Excerpts from a dataset:
[Start of section]

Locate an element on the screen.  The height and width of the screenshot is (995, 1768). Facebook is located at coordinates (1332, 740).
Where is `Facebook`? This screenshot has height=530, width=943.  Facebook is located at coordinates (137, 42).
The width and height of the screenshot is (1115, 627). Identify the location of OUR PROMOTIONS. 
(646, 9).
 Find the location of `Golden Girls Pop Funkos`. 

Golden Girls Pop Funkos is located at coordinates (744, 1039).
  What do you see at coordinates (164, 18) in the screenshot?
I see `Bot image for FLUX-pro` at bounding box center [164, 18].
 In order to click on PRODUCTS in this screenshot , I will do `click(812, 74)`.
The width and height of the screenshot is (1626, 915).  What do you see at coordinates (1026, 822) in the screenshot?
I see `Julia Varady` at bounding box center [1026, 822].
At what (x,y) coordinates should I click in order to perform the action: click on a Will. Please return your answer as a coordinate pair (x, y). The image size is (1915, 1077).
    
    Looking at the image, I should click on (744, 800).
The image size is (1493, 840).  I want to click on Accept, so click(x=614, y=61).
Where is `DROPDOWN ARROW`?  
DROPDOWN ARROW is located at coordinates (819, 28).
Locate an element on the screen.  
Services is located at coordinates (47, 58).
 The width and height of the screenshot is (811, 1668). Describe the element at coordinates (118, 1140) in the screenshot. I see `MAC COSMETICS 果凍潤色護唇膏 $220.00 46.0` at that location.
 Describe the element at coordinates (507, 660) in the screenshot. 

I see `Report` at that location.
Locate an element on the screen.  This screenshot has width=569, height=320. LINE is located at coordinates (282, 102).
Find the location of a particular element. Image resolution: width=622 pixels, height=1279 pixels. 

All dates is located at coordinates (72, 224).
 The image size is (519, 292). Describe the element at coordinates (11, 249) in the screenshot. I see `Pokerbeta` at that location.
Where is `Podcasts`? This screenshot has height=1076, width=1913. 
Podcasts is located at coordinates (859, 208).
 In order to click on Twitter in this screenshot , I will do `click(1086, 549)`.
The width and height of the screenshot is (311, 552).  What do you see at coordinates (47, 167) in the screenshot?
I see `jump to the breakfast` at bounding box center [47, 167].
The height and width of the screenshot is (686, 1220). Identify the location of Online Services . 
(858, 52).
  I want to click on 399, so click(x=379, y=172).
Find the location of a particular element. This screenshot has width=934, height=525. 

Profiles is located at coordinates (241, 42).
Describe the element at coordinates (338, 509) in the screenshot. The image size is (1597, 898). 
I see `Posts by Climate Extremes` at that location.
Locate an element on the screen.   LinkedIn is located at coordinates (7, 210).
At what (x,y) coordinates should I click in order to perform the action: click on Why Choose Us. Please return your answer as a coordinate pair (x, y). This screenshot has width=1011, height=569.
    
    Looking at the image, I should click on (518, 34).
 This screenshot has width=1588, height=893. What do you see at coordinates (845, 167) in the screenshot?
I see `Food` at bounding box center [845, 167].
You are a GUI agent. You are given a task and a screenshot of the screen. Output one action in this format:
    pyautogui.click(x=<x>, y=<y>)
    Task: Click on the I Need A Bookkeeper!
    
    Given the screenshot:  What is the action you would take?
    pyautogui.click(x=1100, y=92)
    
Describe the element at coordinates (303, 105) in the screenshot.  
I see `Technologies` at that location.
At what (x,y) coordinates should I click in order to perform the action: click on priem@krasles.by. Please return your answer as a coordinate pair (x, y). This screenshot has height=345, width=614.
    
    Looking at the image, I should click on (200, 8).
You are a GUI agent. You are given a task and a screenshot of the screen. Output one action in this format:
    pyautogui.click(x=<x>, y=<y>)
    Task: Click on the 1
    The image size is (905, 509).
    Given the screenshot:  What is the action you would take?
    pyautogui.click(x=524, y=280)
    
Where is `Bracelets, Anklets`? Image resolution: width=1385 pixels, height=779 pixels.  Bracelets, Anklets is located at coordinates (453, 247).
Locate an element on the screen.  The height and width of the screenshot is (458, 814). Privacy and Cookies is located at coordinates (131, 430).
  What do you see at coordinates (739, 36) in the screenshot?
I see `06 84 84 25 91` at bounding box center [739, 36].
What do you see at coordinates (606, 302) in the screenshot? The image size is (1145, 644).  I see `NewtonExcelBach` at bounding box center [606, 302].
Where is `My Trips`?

[End of section]

YOUR OBJECTIVE - Lines before the one containing "Describe the element at coordinates (338, 509)" are left out. Repeat that line and all lines after it in the records above exactly.

ANSWER FOR THE TASK -
Describe the element at coordinates (338, 509) in the screenshot. The image size is (1597, 898). 
I see `Posts by Climate Extremes` at that location.
Locate an element on the screen.   LinkedIn is located at coordinates (7, 210).
At what (x,y) coordinates should I click in order to perform the action: click on Why Choose Us. Please return your answer as a coordinate pair (x, y). This screenshot has width=1011, height=569.
    
    Looking at the image, I should click on (518, 34).
 This screenshot has width=1588, height=893. What do you see at coordinates (845, 167) in the screenshot?
I see `Food` at bounding box center [845, 167].
You are a GUI agent. You are given a task and a screenshot of the screen. Output one action in this format:
    pyautogui.click(x=<x>, y=<y>)
    Task: Click on the I Need A Bookkeeper!
    
    Given the screenshot:  What is the action you would take?
    pyautogui.click(x=1100, y=92)
    
Describe the element at coordinates (303, 105) in the screenshot.  
I see `Technologies` at that location.
At what (x,y) coordinates should I click in order to perform the action: click on priem@krasles.by. Please return your answer as a coordinate pair (x, y). This screenshot has height=345, width=614.
    
    Looking at the image, I should click on (200, 8).
You are a GUI agent. You are given a task and a screenshot of the screen. Output one action in this format:
    pyautogui.click(x=<x>, y=<y>)
    Task: Click on the 1
    The image size is (905, 509).
    Given the screenshot:  What is the action you would take?
    pyautogui.click(x=524, y=280)
    
Where is `Bracelets, Anklets`? Image resolution: width=1385 pixels, height=779 pixels.  Bracelets, Anklets is located at coordinates (453, 247).
Locate an element on the screen.  The height and width of the screenshot is (458, 814). Privacy and Cookies is located at coordinates (131, 430).
  What do you see at coordinates (739, 36) in the screenshot?
I see `06 84 84 25 91` at bounding box center [739, 36].
What do you see at coordinates (606, 302) in the screenshot? The image size is (1145, 644).  I see `NewtonExcelBach` at bounding box center [606, 302].
Where is `My Trips`?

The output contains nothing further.